• _About this task_: Output the data below only from the line containing "pixels, height=434 pixels." up to and including the line containing "is (774, 435).", exact and with the pictures left out.

Data provided Start Marker

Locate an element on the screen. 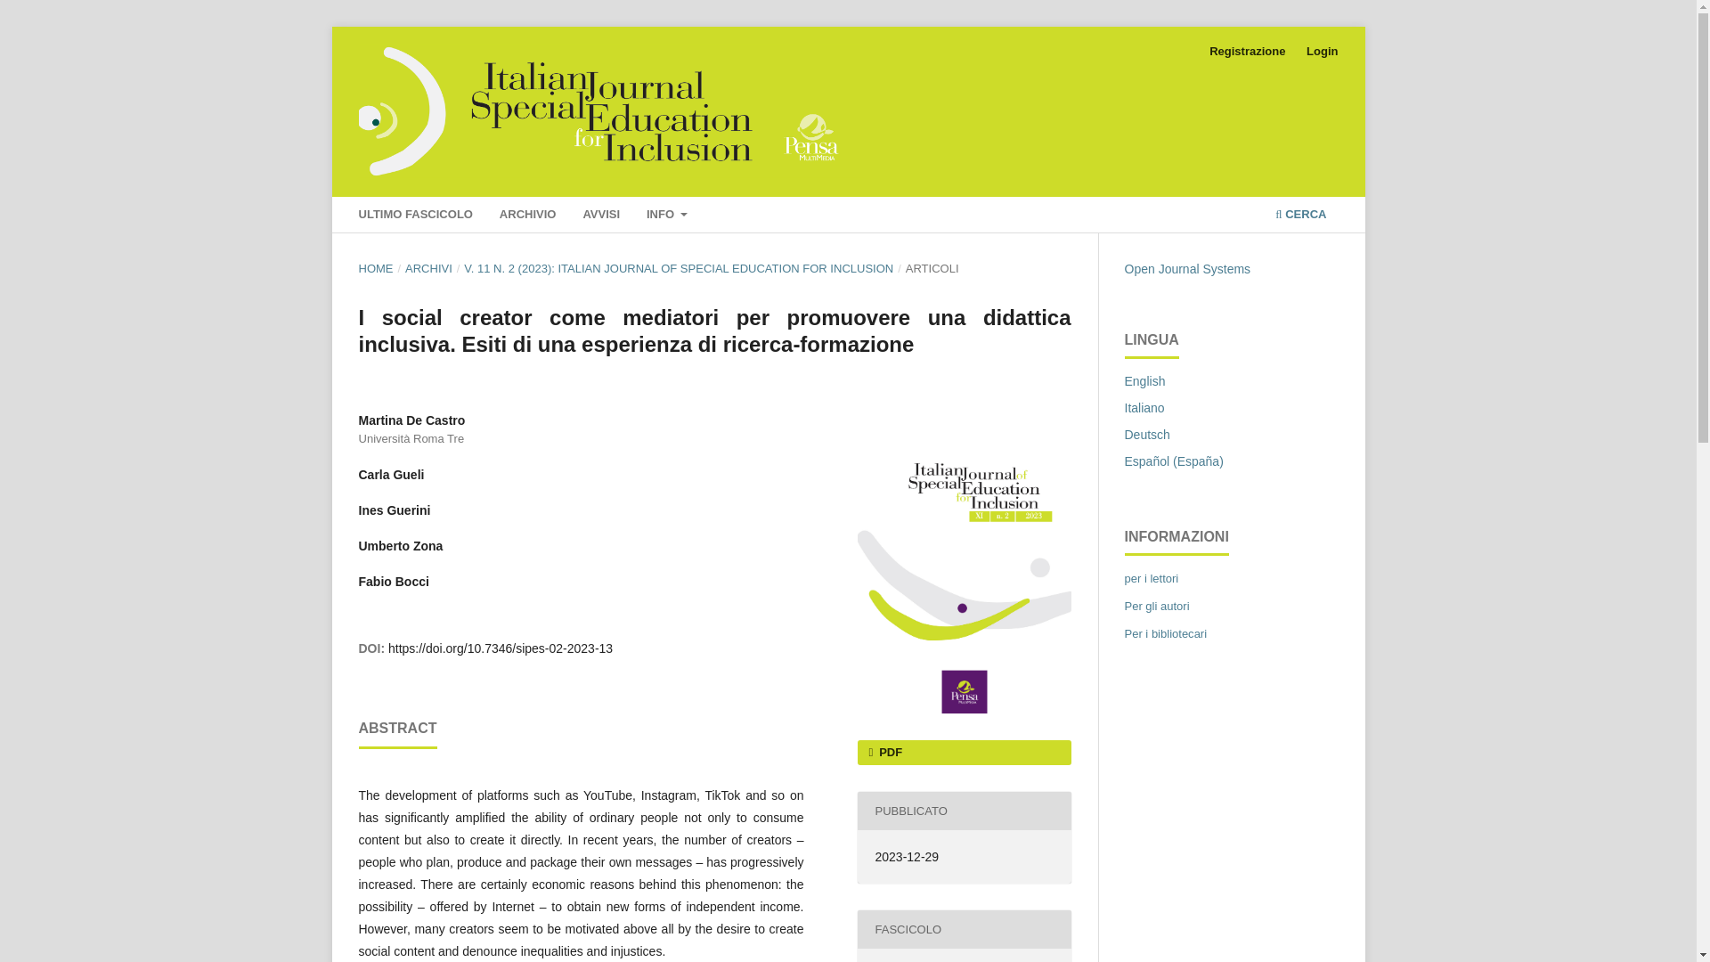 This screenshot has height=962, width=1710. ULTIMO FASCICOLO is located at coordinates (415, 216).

Data provided End Marker
Data provided Start Marker

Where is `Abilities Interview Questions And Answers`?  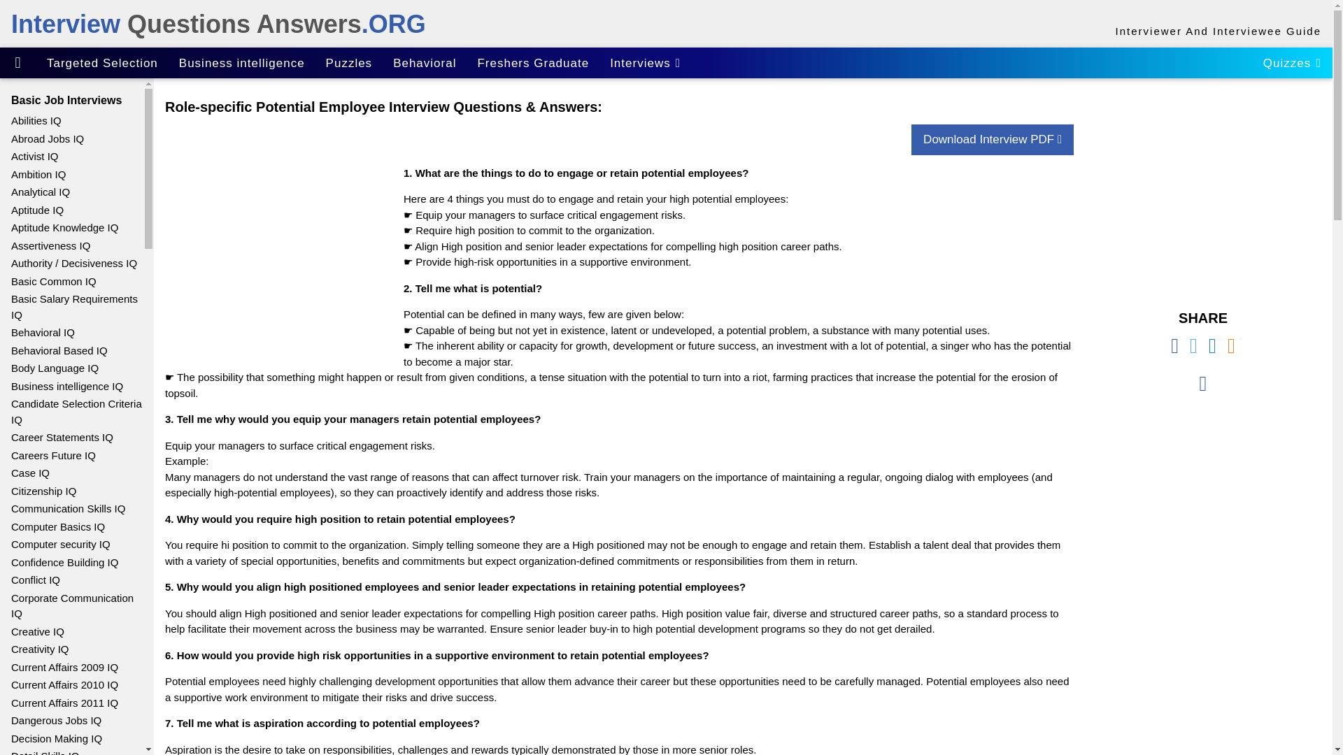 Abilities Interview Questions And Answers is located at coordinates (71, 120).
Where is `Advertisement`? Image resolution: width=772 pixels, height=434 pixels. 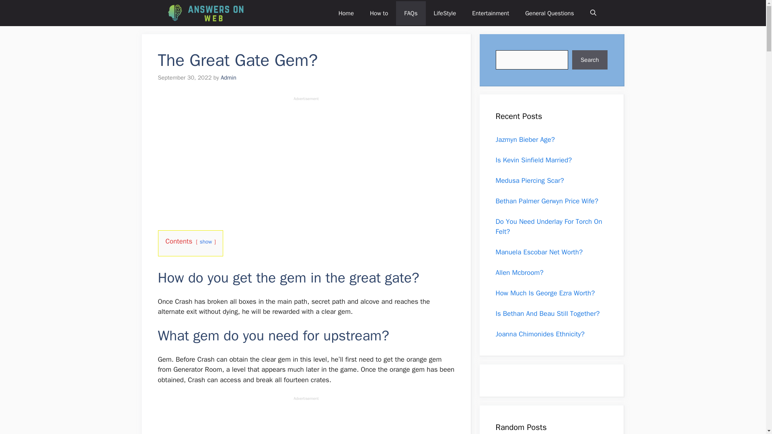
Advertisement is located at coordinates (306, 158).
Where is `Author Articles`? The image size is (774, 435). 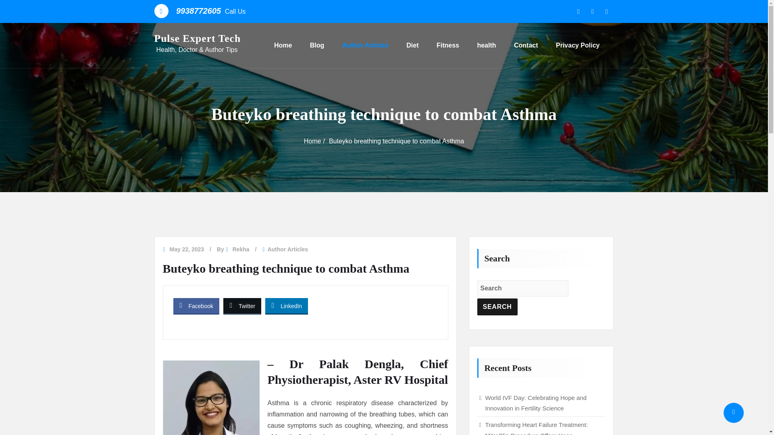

Data provided End Marker

• _Written solution_:
Where is `Advertisement`? Image resolution: width=772 pixels, height=434 pixels. 
Advertisement is located at coordinates (306, 158).
Where is `Author Articles`? The image size is (774, 435). 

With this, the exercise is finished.